I just wanted to share this video from a show I did back in Februrary called Strictly Flow 2012. It was hosted by the African and Black Diaspora Studies department at DePaul University, and although I did not compete, I had the privilege of completing the opening poem! :) This is part 1 of the show, and my performance, but if you want to see the whole thing, the link to the YouTube video should be at the end of the video. This piece is called "Woman, Revived." Enjoy :)

<3,

Jay

Saturday, May 5, 2012

flavaaaa

quick poem I wrote at work...I think I feel a series coming on...hehe :)


--Jay
writer's woe: (an idle mind is the devil's playground)
i cannot breathe.
my heart is suffocating its beats but does not bleed my heart is suffocating it beats but does not bleed
you are my lung.
you metaphysically morph
morphined thoughts into metaphors
mixing memories wiith things i remember.
you pump
the oxygen into my brain that
allows synapses to fire like fighter jets
a true war of the mind
ssssssss suffocating
your absence cuts off cappilaries
my heart is suffocating it beats but does not bleed
the Hester Prynne lettered hue onto these dead trees
i cannot breathe
you have collapsed and i cannot live
my heart is suffocating it beats but does not bleed
but
i
 
      stilll
                                       manage
                       to
leave a trail.

Sunday, April 22, 2012

Hair Tut #1 !!

Hi lovebugs!

I have my first hair tut here for you all! It's a style I have been rocking for the past week, and I love it! Never gets old :) It's a classic style to wear to any occasion, from the most formal to the most casual! And unlike the other vids, NO TALKING! lol, enjoy <3

love, Jay :)

Tuesday, April 10, 2012

100 Poems Challenge!

Hey world,

I'm back after a loooongggg (but not intended!) hiatus to let you all know that I have a challenge, and maybe if you're a writer you can take it too.

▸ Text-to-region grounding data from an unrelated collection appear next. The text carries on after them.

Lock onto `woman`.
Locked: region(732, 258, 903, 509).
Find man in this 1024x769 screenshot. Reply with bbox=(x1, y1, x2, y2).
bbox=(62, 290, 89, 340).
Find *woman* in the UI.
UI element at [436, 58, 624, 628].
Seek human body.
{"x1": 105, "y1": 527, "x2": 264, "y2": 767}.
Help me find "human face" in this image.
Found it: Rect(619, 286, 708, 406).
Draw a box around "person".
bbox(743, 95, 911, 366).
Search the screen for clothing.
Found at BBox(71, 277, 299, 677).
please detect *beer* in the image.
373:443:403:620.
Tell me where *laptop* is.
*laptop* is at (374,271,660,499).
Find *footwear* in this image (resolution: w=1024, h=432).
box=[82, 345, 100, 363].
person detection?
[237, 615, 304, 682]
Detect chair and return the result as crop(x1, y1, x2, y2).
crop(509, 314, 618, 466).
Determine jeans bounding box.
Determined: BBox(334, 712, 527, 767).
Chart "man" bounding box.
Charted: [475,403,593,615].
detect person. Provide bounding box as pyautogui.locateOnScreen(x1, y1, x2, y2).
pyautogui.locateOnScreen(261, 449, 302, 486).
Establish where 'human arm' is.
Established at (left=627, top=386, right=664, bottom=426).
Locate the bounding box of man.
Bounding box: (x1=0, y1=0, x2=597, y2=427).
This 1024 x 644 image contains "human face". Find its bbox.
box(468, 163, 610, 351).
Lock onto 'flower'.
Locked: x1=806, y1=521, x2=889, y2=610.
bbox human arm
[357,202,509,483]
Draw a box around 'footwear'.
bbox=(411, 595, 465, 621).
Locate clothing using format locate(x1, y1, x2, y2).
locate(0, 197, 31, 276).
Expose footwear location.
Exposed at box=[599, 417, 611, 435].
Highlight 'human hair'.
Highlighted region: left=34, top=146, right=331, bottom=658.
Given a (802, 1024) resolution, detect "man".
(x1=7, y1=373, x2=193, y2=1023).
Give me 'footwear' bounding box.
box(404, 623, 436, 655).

The goal is: to write 100 poems by the end of this year.

For some, this may not be extremely hard, but for me, it is, since I am SUPER busy with school, work, prepping for graduation, my eboard and member organization duties, blah, blah, BLAH.  I'm tired. Sometimes lazy. Most of the time, unmotivated to write anything because I just want to sleep or watch Netflix all the time.

Lately, I've been going through a dry spell with my writing. What caused it? I have many answers for that:

1. Rejection. I submit to journals, contests, scholarships, and internships frequently, and as an English major they always ask for my writing samples. Now, I don't know if it's my content, structure, or what, but my stuff just has not been well-recieved past the stage and the classroom. That has left me feeling really insecure about my writing, and I end up with that "why bother" mentality.

2. Stress. Weird, since this used to be my biggest motivator in high school! But lately, the pressures of real life have found me not wanting to venture off into the poetic, or fictional world. I am really preoccupied with my actual self, I haven't had time to speak to my inner writer.

3. Static content. Simply, I don't feel like my writing is going where it should be. I still feel like I write like I did 5 years ago. Not good.

4. Other poets. Lol, this one is just silly, but it's true. Other poets (especially ones younger than me) make me nervous. They're so dope!

These 4 issues have been the biggest things holding me back in my writing process, but now that I've identified them, I think I'm on the road to completing my 100.